1. Introduction — Stable, but Shifting Under the Surface
The labour markets of OECD countries have shown remarkable resilience. Employment and participation rates continue to be at record highs, and unemployment remains historically low. Yet, the new edition of the Employment Outlook raises caution flags: growth is slowing, labour-market tightness is receding in many sectors, and demographic headwinds are growing. OECD+2OECD+2
The report emphasises that the world of work is being transformed: demographic ageing, generative artificial intelligence (AI), digitalisation, and climate transitions are converging to reshape jobs, skills, productivity and social cohesion. OECD+1
2. Key Trends & Findings
Labour Markets Remain Resilient, But There Are Early Signs of Slowdown
- The working-age employment rate and participation in many OECD countries reached new highs, yet employment growth is decelerating. OECD+1
- Labour-market tightness—how hard it is to fill vacancies and find workers—has reduced somewhat from pandemic peaks and in some sectors returned to pre-COVID levels. OECD+1
- Real wages are growing in almost all OECD countries, but there is significant variation and many countries still have catch-up to do. OECD+1
Ageing Workforce & Productivity
A notable focus of this edition is on the demographic transition: declining working-age population, rising old-age dependency ratios, and the implications for GDP per capita, productivity growth and job-market structure. OECD+1
The report warns that without decisive policy action, population ageing will dampen growth and put pressure on living standards, unless untapped labour resources (older workers, women, migrants) are mobilised. OECD
Untapped Labour Resources
Mobilising groups that have historically lower employment rates—such as older workers, women, migrants—and removing barriers to job-to-job mobility are central themes. Investments in lifelong learning, flexible work arrangements and re-skilling are highlighted as essential. OECD
The Rise of AI, Digital & Green Transitions
Although this report emphasises demographics, it also underscores that technology (especially generative-AI), connectivity, digitalisation and the green transition will influence labour markets profoundly. The interplay between these forces—and how they impact jobs, skills and productivity—is highlighted as a major policy concern. OECD+1
3. Implications for Workers & Employers
For Workers
- Lifelong learning is not optional. As jobs evolve, older workers and those currently in stable roles need continuous investment in their skills. Without doing so, they risk being left behind.

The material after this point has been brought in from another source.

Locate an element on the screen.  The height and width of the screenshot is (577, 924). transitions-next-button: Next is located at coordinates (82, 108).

- Mobility and adaptability matter more than ever: moving between jobs, industries or tasks will become more common.
- Inclusion of under-represented groups provides major opportunity: participation of women, older workers and migrants will shape both individual outcomes and national labour-market health.

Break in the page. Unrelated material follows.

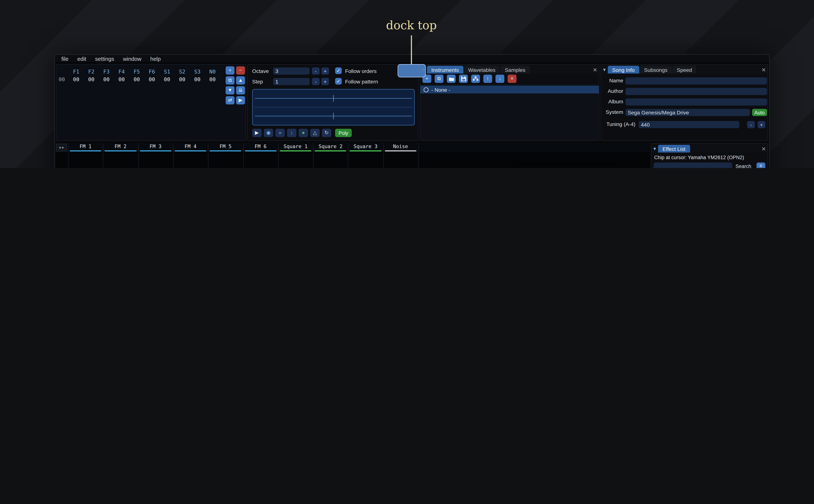 This screenshot has width=814, height=504. What do you see at coordinates (476, 79) in the screenshot?
I see `instrument-folders-button` at bounding box center [476, 79].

For Employers & Policymakers
- Traditional workforce models need redesigning. Employers must accommodate ageing workforces, create pathways for older employee retention, and integrate digital skills at all levels.
- Policy frameworks must evolve to support labour-market participation across age, gender and origin, promote job-to-job transitions, and ensure that technological change does not leave large cohorts behind.

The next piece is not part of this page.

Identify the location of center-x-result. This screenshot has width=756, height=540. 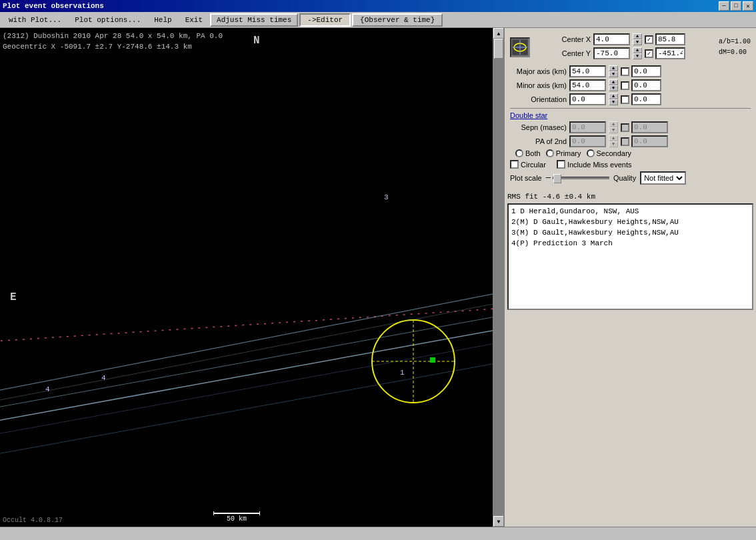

- The intertwined challenges of digitalisation, climate change, ageing and global competition require coordinated strategies: for example, investing in infrastructure, supporting digital adoption, and ensuring that productivity gains translate into wage growth and broad-based employment.
4. What to Watch & What to Act On
- Slowing employment growth: Even though employment remains high, the pace of growth is decelerating—this limits job creation and may amplify inequalities.
- Productivity-wage disconnect: While real wages are rising, in many places they still lag productivity improvements or pre-pandemic levels.
- Demographics as constraint: As the workforce shrinks in many countries and age-dependency ratios rise, economic growth and job creation will face structural limits unless policy interventions succeed.
- Technology & job structure change: Generative-AI, automation and digital platforms may shift the demand for tasks and reshape occupations—requiring strategic preparation by workers and firms.
- Inclusion and participation: The ability to draw in under-utilised labour pools—older workers, women, migrants—will determine how well economies adapt to structural change.
5. Conclusion
The Employment Outlook 2025 is a call to action. It says that while current labour-market conditions are strong, the future won’t look the same unless we adapt. Ageing populations, slowing employment growth, evolving job-skills demands and technological disruption all converge to demand strategic responses from governments, firms and workers alike.
Success will depend on how effectively economies mobilise under-used labour resources, design labour-market policies and employer practices for the future, and invest in the skills and adaptability of the workforce. Those who act with foresight, flexibility and inclusiveness will not only safeguard employment and growth—but help shape a more resilient, dynamic future of work.
In short: The next phase of work is less about returning to “normal” and more about transforming how work happens, who participates, and what it produces.